Frank Harris was editor from 1894 to 1898.
Contributors included Dorothy Richardson, Lady Emilia Dilke, Anthony Trollope.,[4] H. G. Wells, George Bernard Shaw, Eneas Sweetland Dallas, Max Beerbohm, Walter Bagehot, James Fitzjames Stephen, Charles Kingsley, Max Müller, Guy Thorne, George Birkbeck Hill, Dante Gabriel Rossetti, Oscar Wilde and future Prime Minister Lord Salisbury.[5]
Germania est delenda
In the 1890s, the magazine published several articles that expressed an anti-German sentiment, summed up in the quote Germania est delenda (Germany needs to be destroyed)[6][7] which was modeled after Cato's "Carthago delenda est" (Ceterum censeo Carthaginem esse delendam).

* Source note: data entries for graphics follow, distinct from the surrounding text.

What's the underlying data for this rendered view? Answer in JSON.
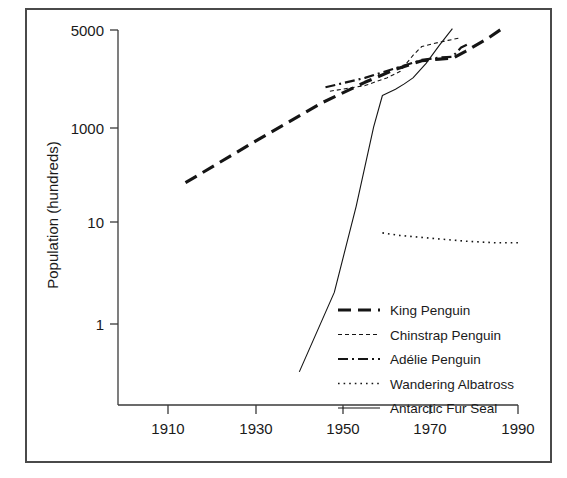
{
  "figure": {
    "background": "#ffffff",
    "frame_color": "#4a4a4a",
    "ink_color": "#151515"
  },
  "axes": {
    "y_title": "Population (hundreds)",
    "x_title": "",
    "y_ticks": [
      "5000",
      "1000",
      "10",
      "1"
    ],
    "x_ticks": [
      "1910",
      "1930",
      "1950",
      "1970",
      "1990"
    ]
  },
  "legend": {
    "position": "bottom-right",
    "entries": [
      {
        "label": "King Penguin",
        "style": "long-dash",
        "dash": "13,7",
        "width": 3.1
      },
      {
        "label": "Chinstrap Penguin",
        "style": "fine-dash",
        "dash": "4,3",
        "width": 1.1
      },
      {
        "label": "Adélie Penguin",
        "style": "dash-dot",
        "dash": "10,4,2,4",
        "width": 2.2
      },
      {
        "label": "Wandering Albatross",
        "style": "dotted",
        "dash": "1.6,4",
        "width": 1.6
      },
      {
        "label": "Antarctic Fur Seal",
        "style": "solid",
        "dash": "none",
        "width": 1.1
      }
    ]
  },
  "chart_data": {
    "type": "line",
    "title": "",
    "xlabel": "",
    "ylabel": "Population (hundreds)",
    "yscale": "log",
    "xlim": [
      1902,
      1994
    ],
    "ylim": [
      0.2,
      6500
    ],
    "grid": false,
    "legend_position": "bottom-right",
    "x_tick_values": [
      1910,
      1930,
      1950,
      1970,
      1990
    ],
    "y_tick_values": [
      1,
      10,
      1000,
      5000
    ],
    "series": [
      {
        "name": "King Penguin",
        "style": "long-dash",
        "points": [
          [
            1914,
            60
          ],
          [
            1930,
            200
          ],
          [
            1945,
            600
          ],
          [
            1955,
            1100
          ],
          [
            1962,
            1600
          ],
          [
            1968,
            2050
          ],
          [
            1972,
            2150
          ],
          [
            1975,
            2200
          ],
          [
            1978,
            2700
          ],
          [
            1983,
            3900
          ],
          [
            1987,
            5500
          ]
        ]
      },
      {
        "name": "Chinstrap Penguin",
        "style": "fine-dash",
        "points": [
          [
            1947,
            850
          ],
          [
            1955,
            1000
          ],
          [
            1960,
            1250
          ],
          [
            1963,
            1500
          ],
          [
            1966,
            2400
          ],
          [
            1968,
            3100
          ],
          [
            1971,
            3400
          ],
          [
            1974,
            3700
          ],
          [
            1977,
            4000
          ]
        ]
      },
      {
        "name": "Adélie Penguin",
        "style": "dash-dot",
        "points": [
          [
            1946,
            950
          ],
          [
            1955,
            1250
          ],
          [
            1962,
            1650
          ],
          [
            1968,
            2100
          ],
          [
            1972,
            2250
          ],
          [
            1975,
            2300
          ],
          [
            1977,
            3000
          ],
          [
            1979,
            3400
          ]
        ]
      },
      {
        "name": "Wandering Albatross",
        "style": "dotted",
        "points": [
          [
            1959,
            14
          ],
          [
            1963,
            13
          ],
          [
            1970,
            12
          ],
          [
            1978,
            11
          ],
          [
            1985,
            10.5
          ],
          [
            1990,
            10.5
          ]
        ]
      },
      {
        "name": "Antarctic Fur Seal",
        "style": "solid",
        "points": [
          [
            1940,
            0.25
          ],
          [
            1948,
            2.5
          ],
          [
            1953,
            30
          ],
          [
            1957,
            300
          ],
          [
            1959,
            750
          ],
          [
            1962,
            900
          ],
          [
            1964,
            1050
          ],
          [
            1966,
            1250
          ],
          [
            1969,
            1900
          ],
          [
            1972,
            3200
          ],
          [
            1975,
            5200
          ]
        ]
      }
    ]
  }
}
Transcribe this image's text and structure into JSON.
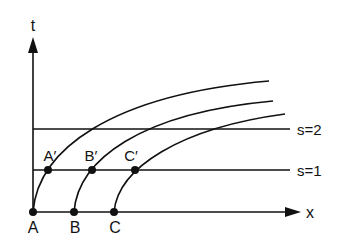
{
  "diagram": {
    "axes": {
      "vertical_label": "t",
      "horizontal_label": "x"
    },
    "levels": [
      {
        "label": "s=2",
        "y": 129
      },
      {
        "label": "s=1",
        "y": 170
      }
    ],
    "base_points": [
      {
        "label": "A",
        "x": 33
      },
      {
        "label": "B",
        "x": 74
      },
      {
        "label": "C",
        "x": 114
      }
    ],
    "intersection_points": [
      {
        "label": "A′",
        "x": 48
      },
      {
        "label": "B′",
        "x": 92
      },
      {
        "label": "C′",
        "x": 135
      }
    ],
    "colors": {
      "stroke": "#111111",
      "background": "#ffffff"
    }
  }
}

Our chief rival in trade and commerce today is not France but Germany. In case of a war with Germany, we should stand to win much and lose nothing; whereas, in case of a war with France, no matter what the outcome might be, we are sure to lose heavily.
— 'Our True Foreign Policy', Saturday Review, 24 August 1895, p.17.
The biological view of foreign policy is plain. First, federate our colonies and prevent geographical isolation turning the Anglo-Saxon race against itself. Second, be ready to fight Germany, as Germania est delenda; (Germany must be destroyed) third, be ready to fight America when the time comes. Lastly, engage in no wasting wars against peoples from whom we have nothing to fear.
— 'A Biological View of Our Foreign Policy'[8]
Three years ago when the Saturday Review began to write against the traditional pro-German policy of England, its point of view made it isolated among leading organs of opinion. When, in February 1896, one of our writers, discussing the European Situation, declared Germany the first and immediate enemy of England, the opinion passed as an individual eccentricity. ... What Bismarck realized, and what we too may soon come to see, is that not only is there the most real conflict of interests between England and Germany, but that England is the only Great Power who could fight Germany without tremendous risk and without doubt of the issue. ... Our work over, we need not even be at the pains to alter Bismarck's words, and to say to France and Russia: Seek some compensation. Take inside Germany whatever you like: you can have it.
— 'England and Germany', Saturday Review, 11, 1897, p.17
Later years
Gerald Barry became editor in 1924. He resigned in 1930, refusing an order from the board of directors to support the United Empire Party; his last issue roundly condemned the new party, while the first after his departure wholly endorsed it. Barry and much of the staff set up the rival Week-End Review, which later merged with the New Statesman.[9]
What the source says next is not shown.